Skip to main content
  • Click to open or close the program search boxShow Me Programs
    • Show me the programs that are
      performing Go
    • Show me the programs that are
      not performing Go
ExpectMore.govExpectMore.gov home pageEXPECT FEDERAL PROGRAMS TO PERFORM WELL, AND BETTER EVERY YEAR.
Program Assessment

Program

View Assessment Details

Federal Family Education Loans

The program provides default insurance and interest subsidies to encourage private lenders to make postsecondary education loans to undergraduate and graduate students. The program also provides interest subsidies for eligible low-income students to cover interest accrued while in school.

Rating

What This Rating Means

PERFORMING
Adequate

This rating describes a program that needs to set more ambitious goals, achieve better results, improve accountability or strengthen its management practices.
  • Overall, the assessment concluded that both this program and the William D. Ford Direct Student Loan program fulfill their purpose of ensuring low- and middle-income students can afford the cost of postsecondary education. The two programs combined provide over $70 billion a year in new loans to students. The programs also have meaningful performance measures and outcome data.
  • The program could be more cost-effective while continuing to meet its goals if it increased lender risk-sharing, used market-based mechanisms to determine subsidy and benefit levels, and employed a more rigorous performance-based compensation framework for Guaranty Agencies.
  • A disproportionate amount of program benefits are provided to borrowers out of school versus students attending school, and statutory loan limits, while increased in some cases by the Higher Education Reconciliation Act, have not kept pace with rising higher education costs.

Improvement Plan

About Improvement Plans

We are taking the following actions to improve the performance of the program:

  • Reducing unnecessary subsidies to lenders and other program participants.
  • Directing a greater share of borrower benefits to students in school instead of those who have graduated.
  • Developing long-term targets and timeframes for all relevant performance measures through 2010.

Learn More

The content on ExpectMore.gov is developed by the U.S. Office of Management and Budget and Federal agencies.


Activity → The reply has to contain each record exactly as written.

Source information →
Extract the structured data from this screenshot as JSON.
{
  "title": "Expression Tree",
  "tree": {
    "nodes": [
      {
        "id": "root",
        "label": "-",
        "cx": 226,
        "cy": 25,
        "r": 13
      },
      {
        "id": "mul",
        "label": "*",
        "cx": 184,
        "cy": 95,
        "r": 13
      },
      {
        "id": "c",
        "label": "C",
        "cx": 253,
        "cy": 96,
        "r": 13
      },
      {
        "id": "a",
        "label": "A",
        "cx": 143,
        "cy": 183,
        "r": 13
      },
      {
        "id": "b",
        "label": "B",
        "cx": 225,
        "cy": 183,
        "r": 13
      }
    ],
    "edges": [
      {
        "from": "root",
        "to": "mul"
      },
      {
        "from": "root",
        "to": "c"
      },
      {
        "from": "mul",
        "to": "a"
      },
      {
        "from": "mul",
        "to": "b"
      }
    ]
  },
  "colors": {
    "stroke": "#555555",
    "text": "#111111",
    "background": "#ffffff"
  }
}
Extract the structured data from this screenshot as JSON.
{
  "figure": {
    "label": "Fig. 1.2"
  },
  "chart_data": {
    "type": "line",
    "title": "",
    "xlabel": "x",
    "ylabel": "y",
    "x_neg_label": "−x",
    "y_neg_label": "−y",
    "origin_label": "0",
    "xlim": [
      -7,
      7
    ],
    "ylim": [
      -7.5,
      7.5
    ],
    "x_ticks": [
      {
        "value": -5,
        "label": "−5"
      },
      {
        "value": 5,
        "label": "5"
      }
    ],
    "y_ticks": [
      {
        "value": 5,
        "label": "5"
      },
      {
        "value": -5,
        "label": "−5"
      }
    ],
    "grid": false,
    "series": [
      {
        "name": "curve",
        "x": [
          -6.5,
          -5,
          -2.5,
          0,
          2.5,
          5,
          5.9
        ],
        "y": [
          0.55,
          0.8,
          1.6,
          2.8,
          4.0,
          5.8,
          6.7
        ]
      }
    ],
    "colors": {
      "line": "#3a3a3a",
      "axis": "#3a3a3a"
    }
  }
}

Response area →
Extract the structured data from this screenshot as JSON.
{
  "title": "Expression Tree",
  "tree": {
    "nodes": [
      {
        "id": "root",
        "label": "-",
        "cx": 226,
        "cy": 25,
        "r": 13
      },
      {
        "id": "mul",
        "label": "*",
        "cx": 184,
        "cy": 95,
        "r": 13
      },
      {
        "id": "c",
        "label": "C",
        "cx": 253,
        "cy": 96,
        "r": 13
      },
      {
        "id": "a",
        "label": "A",
        "cx": 143,
        "cy": 183,
        "r": 13
      },
      {
        "id": "b",
        "label": "B",
        "cx": 225,
        "cy": 183,
        "r": 13
      }
    ],
    "edges": [
      {
        "from": "root",
        "to": "mul"
      },
      {
        "from": "root",
        "to": "c"
      },
      {
        "from": "mul",
        "to": "a"
      },
      {
        "from": "mul",
        "to": "b"
      }
    ]
  },
  "colors": {
    "stroke": "#555555",
    "text": "#111111",
    "background": "#ffffff"
  }
}
Extract the structured data from this screenshot as JSON.
{
  "figure": {
    "label": "Fig. 1.2"
  },
  "chart_data": {
    "type": "line",
    "title": "",
    "xlabel": "x",
    "ylabel": "y",
    "x_neg_label": "−x",
    "y_neg_label": "−y",
    "origin_label": "0",
    "xlim": [
      -7,
      7
    ],
    "ylim": [
      -7.5,
      7.5
    ],
    "x_ticks": [
      {
        "value": -5,
        "label": "−5"
      },
      {
        "value": 5,
        "label": "5"
      }
    ],
    "y_ticks": [
      {
        "value": 5,
        "label": "5"
      },
      {
        "value": -5,
        "label": "−5"
      }
    ],
    "grid": false,
    "series": [
      {
        "name": "curve",
        "x": [
          -6.5,
          -5,
          -2.5,
          0,
          2.5,
          5,
          5.9
        ],
        "y": [
          0.55,
          0.8,
          1.6,
          2.8,
          4.0,
          5.8,
          6.7
        ]
      }
    ],
    "colors": {
      "line": "#3a3a3a",
      "axis": "#3a3a3a"
    }
  }
}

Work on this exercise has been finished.